Bill's shot at redemption
James Forsyth 2:29am
One of the great sub-plots of the North Carolina primary is that it is Bill Clinton’s chance to atone for his performance in South Carolina. His red-faced appearances and, to be charitable, clumsy comparison of Obama’s win to Jesse Jackson’s compounded the impact of Obama’s massive victory there and did much to push Teddy Kennedy towards endorsing Obama. After South Carolina, the conventional wisdom shifting to seeing Bill as not an asset but a liability for the campaign. Here, though, he is an undoubted asset. Reprising the role he played in Texas, the 42nd president is hitting every small town he can for his wife.
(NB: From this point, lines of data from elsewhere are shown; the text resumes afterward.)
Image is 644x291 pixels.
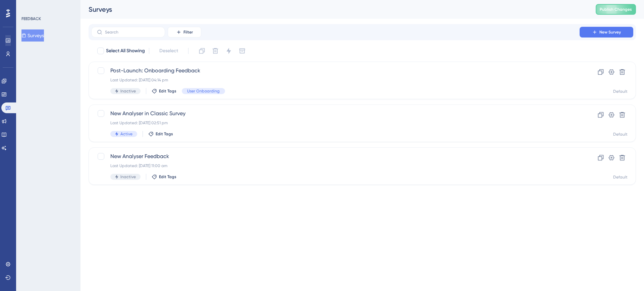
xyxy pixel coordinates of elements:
div: Last Updated: [DATE] 04:14 pm [110,78,561,83]
div: Default [613,132,628,137]
button: Deselect [154,45,184,57]
span: Post-Launch: Onboarding Feedback [110,66,561,75]
span: Publish Changes [600,6,632,12]
span: Filter [183,30,193,35]
button: New Survey [580,27,634,38]
span: Inactive [121,174,136,180]
button: Filter [168,27,202,38]
button: Edit Tags [152,174,177,180]
div: Default [613,174,628,180]
button: Surveys [22,30,44,42]
span: Inactive [121,89,136,94]
span: Edit Tags [156,131,173,137]
span: Edit Tags [159,89,177,94]
span: New Survey [599,30,621,35]
button: Edit Tags [148,131,173,137]
input: Search [105,30,159,34]
button: Publish Changes [596,4,636,14]
span: Deselect [159,47,178,55]
span: Select All Showing [106,47,145,55]
span: Active [121,131,133,137]
div: Last Updated: [DATE] 11:00 am [110,163,561,169]
span: New Analyser in Classic Survey [110,110,561,118]
span: New Analyser Feedback [110,153,561,161]
button: Edit Tags [152,89,177,94]
div: Default [613,89,628,94]
span: User Onboarding [187,89,220,94]
div: Surveys [89,5,579,14]
div: Last Updated: [DATE] 02:51 pm [110,121,561,126]
span: Edit Tags [159,174,177,180]
div: FEEDBACK [22,16,41,22]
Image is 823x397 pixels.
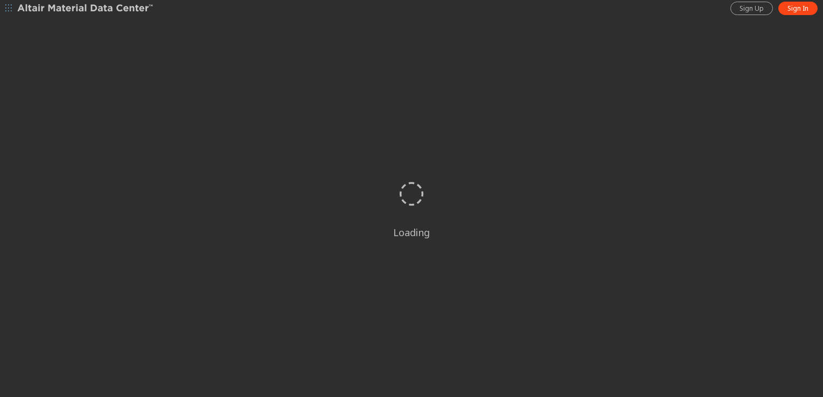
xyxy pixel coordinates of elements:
div: Loading [393,226,430,239]
a: Sign In [778,2,818,15]
span: Sign In [787,4,808,13]
span: Sign Up [739,4,764,13]
a: Sign Up [730,2,773,15]
img: Altair Material Data Center [17,3,155,14]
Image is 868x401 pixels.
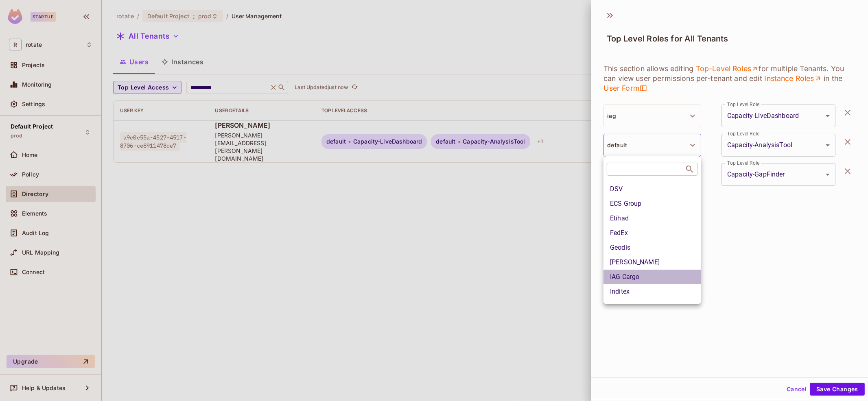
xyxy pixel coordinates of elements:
[604,240,701,255] li: Geodis
[604,299,701,313] li: ITA
[604,270,701,284] li: IAG Cargo
[604,197,701,211] li: ECS Group
[604,181,701,197] li: DSV
[604,255,701,270] li: [PERSON_NAME]
[604,284,701,299] li: Inditex
[604,226,701,240] li: FedEx
[604,211,701,226] li: Etihad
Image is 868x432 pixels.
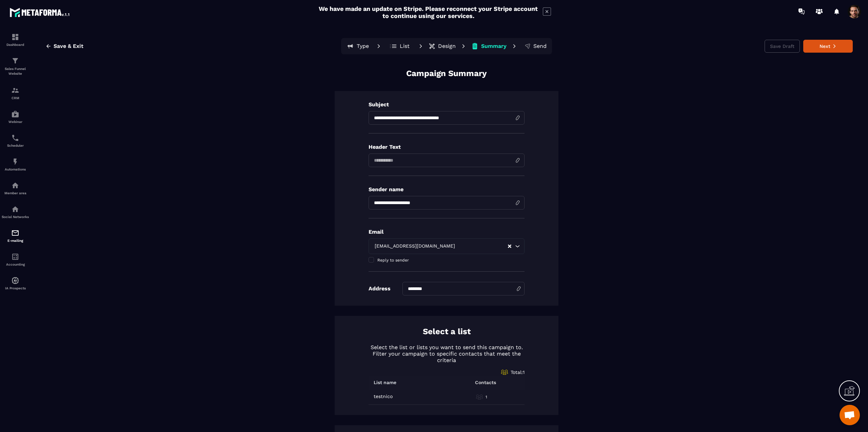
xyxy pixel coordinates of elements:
[378,257,409,262] span: Reply to sender
[456,243,507,250] input: Search for option
[2,81,29,105] a: formationformationCRM
[520,39,551,53] button: Send
[368,229,524,235] p: Email
[11,158,19,165] img: automations
[486,394,487,400] p: 1
[470,39,509,53] button: Summary
[2,120,29,124] p: Webinar
[2,66,29,76] p: Sales Funnel Website
[839,404,860,425] a: Mở cuộc trò chuyện
[374,379,396,385] p: List name
[2,152,29,176] a: automationsautomationsAutomations
[423,326,470,337] p: Select a list
[373,243,456,250] span: [EMAIL_ADDRESS][DOMAIN_NAME]
[2,105,29,128] a: automationsautomationsWebinar
[11,229,19,237] img: email
[317,5,540,19] h2: We have made an update on Stripe. Please reconnect your Stripe account to continue using our serv...
[2,43,29,46] p: Dashboard
[426,39,458,53] button: Design
[11,205,19,213] img: social-network
[2,167,29,171] p: Automations
[2,52,29,81] a: formationformationSales Funnel Website
[368,238,524,253] div: Search for option
[2,191,29,195] p: Member area
[2,286,29,290] p: IA Prospects
[11,87,19,94] img: formation
[11,181,19,189] img: automations
[400,43,409,49] p: List
[2,223,29,247] a: emailemailE-mailing
[368,101,524,107] p: Subject
[2,215,29,219] p: Social Networks
[368,344,524,350] p: Select the list or lists you want to send this campaign to.
[368,186,524,192] p: Sender name
[534,43,547,49] p: Send
[438,43,456,49] p: Design
[2,176,29,200] a: automationsautomationsMember area
[2,28,29,52] a: formationformationDashboard
[475,379,496,385] p: Contacts
[11,134,19,142] img: scheduler
[2,239,29,243] p: E-mailing
[2,96,29,100] p: CRM
[385,39,415,53] button: List
[2,200,29,223] a: social-networksocial-networkSocial Networks
[481,43,507,49] p: Summary
[11,253,19,260] img: accountant
[9,6,70,19] img: logo
[11,110,19,118] img: automations
[406,68,487,79] p: Campaign Summary
[2,128,29,152] a: schedulerschedulerScheduler
[374,393,392,399] p: testnico
[11,33,19,41] img: formation
[803,39,853,53] button: Next
[343,39,373,53] button: Type
[2,262,29,266] p: Accounting
[2,144,29,148] p: Scheduler
[510,369,524,375] span: Total: 1
[40,40,89,53] button: Save & Exit
[357,43,369,49] p: Type
[368,350,524,363] p: Filter your campaign to specific contacts that meet the criteria
[368,285,391,291] p: Address
[53,43,83,49] span: Save & Exit
[2,247,29,271] a: accountantaccountantAccounting
[508,243,511,249] button: Clear Selected
[11,56,19,65] img: formation
[11,276,19,284] img: automations
[368,144,524,150] p: Header Text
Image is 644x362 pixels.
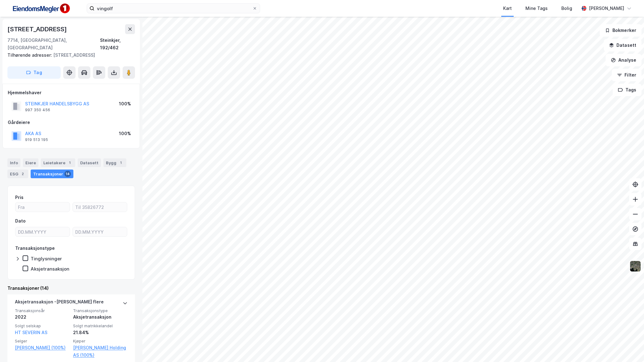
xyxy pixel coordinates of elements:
div: Bolig [561,5,572,12]
div: Aksjetransaksjon [31,266,70,272]
div: 14 [64,170,71,177]
div: 7714, [GEOGRAPHIC_DATA], [GEOGRAPHIC_DATA] [7,36,100,51]
span: Solgt selskap [15,323,70,328]
span: Transaksjonsår [15,308,70,313]
div: Kart [503,5,512,12]
div: Hjemmelshaver [7,89,135,96]
div: Kontrollprogram for chat [613,332,644,362]
input: Søk på adresse, matrikkel, gårdeiere, leietakere eller personer [94,4,252,13]
div: 100% [119,100,131,107]
button: Bokmerker [600,24,642,36]
div: 2022 [15,313,70,320]
div: Mine Tags [526,5,548,12]
input: Til 35826772 [73,202,127,211]
div: [STREET_ADDRESS] [7,51,130,59]
div: 21.84% [74,328,127,336]
div: [STREET_ADDRESS] [7,24,68,34]
div: Transaksjoner (14) [7,284,135,291]
span: Solgt matrikkelandel [74,323,127,328]
a: [PERSON_NAME] (100%) [15,343,70,351]
div: [PERSON_NAME] [589,5,624,12]
div: 100% [119,129,131,137]
div: Eiere [23,158,38,167]
button: Tags [613,84,642,96]
span: Selger [15,338,70,343]
button: Filter [612,69,642,81]
div: 2 [20,170,26,177]
iframe: Chat Widget [613,332,644,362]
button: Tag [7,66,60,79]
div: 1 [117,159,124,166]
div: Dato [15,217,26,224]
img: F4PB6Px+NJ5v8B7XTbfpPpyloAAAAASUVORK5CYII= [10,2,72,16]
div: Transaksjonstype [15,245,55,252]
button: Datasett [604,39,642,51]
input: DD.MM.YYYY [73,227,127,236]
a: HT SEVERIN AS [15,329,47,335]
div: Aksjetransaksjon [74,313,127,320]
span: Kjøper [74,338,127,343]
div: 1 [67,159,73,166]
div: Steinkjer, 192/462 [100,36,135,51]
button: Analyse [606,54,642,66]
img: 9k= [630,261,641,272]
a: [PERSON_NAME] Holding AS (100%) [74,343,127,358]
input: Fra [16,202,70,211]
span: Tilhørende adresser: [7,52,53,58]
div: Transaksjoner [31,169,74,178]
div: Pris [15,194,23,201]
div: Info [7,158,20,167]
div: ESG [7,169,28,178]
div: Tinglysninger [31,256,62,261]
div: Aksjetransaksjon - [PERSON_NAME] flere [15,298,103,308]
div: Gårdeiere [7,118,135,126]
span: Transaksjonstype [74,308,127,313]
input: DD.MM.YYYY [16,227,70,236]
div: 919 513 195 [25,137,48,142]
div: 997 350 456 [25,107,50,113]
div: Leietakere [41,158,75,167]
div: Bygg [103,158,127,167]
div: Datasett [78,158,101,167]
The beauty of this for the Clinton campaign is that these towns aren’t used to such attention, at least 20 counties in Indiana and North Carolina have received their first ever presidential visit in the last few weeks thanks to Bill according to The Washington Post, so the Clinton campaign receives positive coverage both ahead of the visit and after. Bill’s pulling power is also impressive. I was at the Clinton campaign office when the field director received a call that there were a 1,000 people at an event in Roxboro an hour before Bill was due. When you consider that the population of the town is less than 9,000 you realise just how much of a boon Bill’s small town visits are to the Clinton campaign.
If the Clinton campaign does deny Obama the commanding victory here that would lock down the popular vote nationwide for him, then Bill will deserve much of the credit and if the Clinton camp pulls off a shock win—something that I would put at about 5 to 1—then Bill will have truly made up, in the eyes of his wife, for his performance in South Carolina.